"The Party Can't Rule Forever."
Yes it can. Or at least for the foreseeable future. Unlike in Taiwan and South Korea, China's middle class has not emerged with any clear demand for Western-style democracy. There are some obvious reasons why. All three of China's close Asian neighbors, including Japan, became democracies at different times and in different circumstances. But all were effectively U.S. protectorates, and Washington was crucial in forcing through democratic change or institutionalizing it. South Korea's decision to announce elections ahead of the 1988 Seoul Olympics, for example, was made under direct U.S. pressure. Japan and South Korea are also smaller and more homogeneous societies, lacking the vast continental reach of China and its multitude of clashing nationalities and ethnic groups. And needless to say, none underwent a communist revolution whose founding principle was driving foreign imperialists out of the country.
China's urban middle class may wish for more political freedom, but it hasn't dared rise up en masse against the state because it has so much to lose. Over the last three decades, the party has enacted a broad array of economic reforms, even as it has clamped down hard on dissent. The freedom to consume -- be it in the form of cars, real estate, or well-stocked supermarkets -- is much more attractive than vague notions of democracy, especially when individuals pushing for political reform could lose their livelihoods and even their freedom. The cost of opposing the party is prohibitively high. Hence the hotbeds of unrest in recent years have mostly been rural areas, where China's poorest, who are least invested in the country's economic miracle, reside. "Workers of the world unite! You have nothing to lose except your mortgages" doesn't quite cut it as a revolutionary slogan.

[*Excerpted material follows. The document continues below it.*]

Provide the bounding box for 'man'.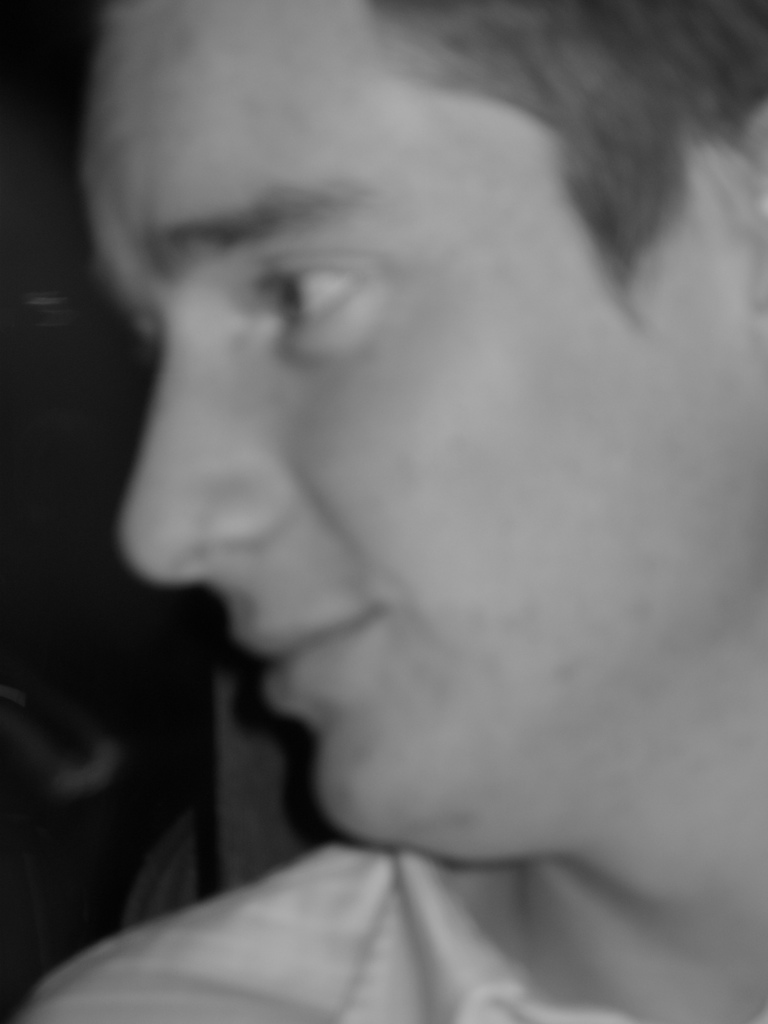
BBox(24, 25, 742, 1015).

All this is why some analysts see splits within the party as a more likely vehicle for political change. Like any large political organization, the Chinese Communist Party is factionalized along multiple lines, ranging from local fiefdoms (exemplified on the national stage by the "Shanghai Gang" under former President Jiang Zemin) to internal party networks (like the senior cadres tied to the Communist Youth League through Jiang's successor Hu Jintao). There are also clear policy disputes over everything from the proper pace of political liberalization to the extent of the private sector's role in the economy.
But highlighting these differences can obscure the larger reality. Since 1989, when the party split at the top and almost came asunder, the cardinal rule has been no public divisions in the Politburo. Today, top-level cooperation is as much the norm as debilitating factional competition. Xi Jinping, the heir apparent, is set to take over at the next party congress in 2012. Assuming his likely deputy, Li Keqiang, follows with the usual five-year term, China's top leadership seems set until 2022. For the Chinese, the United States looks increasingly like a banana republic by comparison.
The idea that China would one day become a democracy was always a Western notion, born of our theories about how political systems evolve. Yet all evidence so far suggests these theories are wrong. The party means what it says: It doesn't want China to be a Western democracy -- and it seems to have all the tools it needs to ensure that it doesn't become one.